We talked about Bach, Austen, Shakespeare, the expectation of astonishment, AI, and some more. 40 mins long. I enjoyed it all.
Here’s an extract from our discussion of Glenn Gould where I discuss what I love and what I hate about his work.
I'm a big Glen Gould obsessive. I have never loved his Well-Tempered Clavier. Don't like it at all. Can't listen to it. It's, it's weird.
I hate his Mozart recordings. I was offended. I have to turn them off. It's just, it's dreadful. And I think he has, because he was obviously, I don't know if troubled is the right word, but he was an intense person. He was a person of solitude and interiority.
Maybe he was troubled, he was taking anxiety medication and other things. This is what eventually killed him. And I think, there is, that's very Bachan, right? Whereas Mozart is a composer of the world. He's a composer of social life. , people say the great waste of his talents when he was, when he had patrons and they made him write mints and little dances and some stupid little things, and this guy could be writing you the best operas the world's ever seen, and you are getting little party music. What the hell are you doing? But it's remarkable how good these, silly little pieces are that he's forced to write. And I think that's because he's naturally comic, he's naturally joyous.
There's a certain happiness that only exists when you're listening to Mozart. He's an extrovert, right? He's, his music is, is part and parcel of, of the commerce of life. Gould's not that at all.
When you watch those documentaries on YouTube, which are fabulous, everyone should watch them.
You see him in the recording studio at the piano shop in the cafe with the taxi driver, and he's doing great and he's interacting, I'm not saying anything, but it's not his milieu. It's not his natural state. And when he's back home, by the lake, or in his house, he, he visibly becomes much more at ease and much more attuned to his surroundings.
And I think that really is a temperamental affinity with Bach. And so that's why the piano music, the solo piano music, the partitas and stuff, that's why it's so fantastic.
There’s a transcript of the whole thing at the link.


Exercise prompt:
Transcribe all the entries word for word, skipping the pictures.

········

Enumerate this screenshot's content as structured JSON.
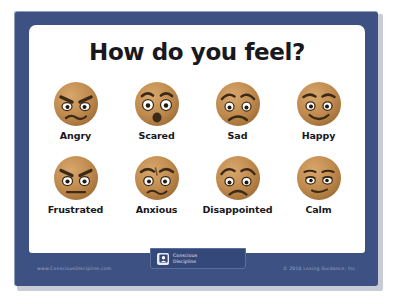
{
  "poster": {
    "title": "How do you feel?",
    "frame_color": "#3e5183",
    "board_color": "#ffffff",
    "title_color": "#19191d",
    "face_fill": "#c08a4e",
    "face_shadow": "#a06f38",
    "face_highlight": "#d4a267",
    "feature_color": "#3b2a18",
    "eye_white": "#ffffff"
  },
  "faces": [
    {
      "label": "Angry",
      "icon": "angry-face-icon",
      "emotion": "angry",
      "brows": "angled-down-inner",
      "eyes": "narrow-glaring",
      "mouth": "wavy-frown"
    },
    {
      "label": "Scared",
      "icon": "scared-face-icon",
      "emotion": "scared",
      "brows": "raised-arched",
      "eyes": "wide-open-round",
      "mouth": "open-oval"
    },
    {
      "label": "Sad",
      "icon": "sad-face-icon",
      "emotion": "sad",
      "brows": "inner-raised-worried",
      "eyes": "round-downcast",
      "mouth": "downturned-frown"
    },
    {
      "label": "Happy",
      "icon": "happy-face-icon",
      "emotion": "happy",
      "brows": "curved-raised",
      "eyes": "round-open",
      "mouth": "upturned-smile"
    },
    {
      "label": "Frustrated",
      "icon": "frustrated-face-icon",
      "emotion": "frustrated",
      "brows": "angled-down-inner",
      "eyes": "round-staring",
      "mouth": "flat-straight"
    },
    {
      "label": "Anxious",
      "icon": "anxious-face-icon",
      "emotion": "anxious",
      "brows": "furrowed-worried",
      "eyes": "round-uneasy",
      "mouth": "wavy-uncertain"
    },
    {
      "label": "Disappointed",
      "icon": "disappointed-face-icon",
      "emotion": "disappointed",
      "brows": "inner-raised-sad",
      "eyes": "round-downcast",
      "mouth": "downturned-frown"
    },
    {
      "label": "Calm",
      "icon": "calm-face-icon",
      "emotion": "calm",
      "brows": "relaxed-flat",
      "eyes": "half-lidded",
      "mouth": "slight-smile"
    }
  ],
  "footer": {
    "url": "www.ConsciousDiscipline.com",
    "copyright": "© 2010 Loving Guidance, Inc.",
    "logo": {
      "line1": "Conscious",
      "line2": "Discipline",
      "mark_icon": "conscious-discipline-logo-icon"
    }
  }
}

········

Answer section:
Enumerate this screenshot's content as structured JSON.
{
  "poster": {
    "title": "How do you feel?",
    "frame_color": "#3e5183",
    "board_color": "#ffffff",
    "title_color": "#19191d",
    "face_fill": "#c08a4e",
    "face_shadow": "#a06f38",
    "face_highlight": "#d4a267",
    "feature_color": "#3b2a18",
    "eye_white": "#ffffff"
  },
  "faces": [
    {
      "label": "Angry",
      "icon": "angry-face-icon",
      "emotion": "angry",
      "brows": "angled-down-inner",
      "eyes": "narrow-glaring",
      "mouth": "wavy-frown"
    },
    {
      "label": "Scared",
      "icon": "scared-face-icon",
      "emotion": "scared",
      "brows": "raised-arched",
      "eyes": "wide-open-round",
      "mouth": "open-oval"
    },
    {
      "label": "Sad",
      "icon": "sad-face-icon",
      "emotion": "sad",
      "brows": "inner-raised-worried",
      "eyes": "round-downcast",
      "mouth": "downturned-frown"
    },
    {
      "label": "Happy",
      "icon": "happy-face-icon",
      "emotion": "happy",
      "brows": "curved-raised",
      "eyes": "round-open",
      "mouth": "upturned-smile"
    },
    {
      "label": "Frustrated",
      "icon": "frustrated-face-icon",
      "emotion": "frustrated",
      "brows": "angled-down-inner",
      "eyes": "round-staring",
      "mouth": "flat-straight"
    },
    {
      "label": "Anxious",
      "icon": "anxious-face-icon",
      "emotion": "anxious",
      "brows": "furrowed-worried",
      "eyes": "round-uneasy",
      "mouth": "wavy-uncertain"
    },
    {
      "label": "Disappointed",
      "icon": "disappointed-face-icon",
      "emotion": "disappointed",
      "brows": "inner-raised-sad",
      "eyes": "round-downcast",
      "mouth": "downturned-frown"
    },
    {
      "label": "Calm",
      "icon": "calm-face-icon",
      "emotion": "calm",
      "brows": "relaxed-flat",
      "eyes": "half-lidded",
      "mouth": "slight-smile"
    }
  ],
  "footer": {
    "url": "www.ConsciousDiscipline.com",
    "copyright": "© 2010 Loving Guidance, Inc.",
    "logo": {
      "line1": "Conscious",
      "line2": "Discipline",
      "mark_icon": "conscious-discipline-logo-icon"
    }
  }
}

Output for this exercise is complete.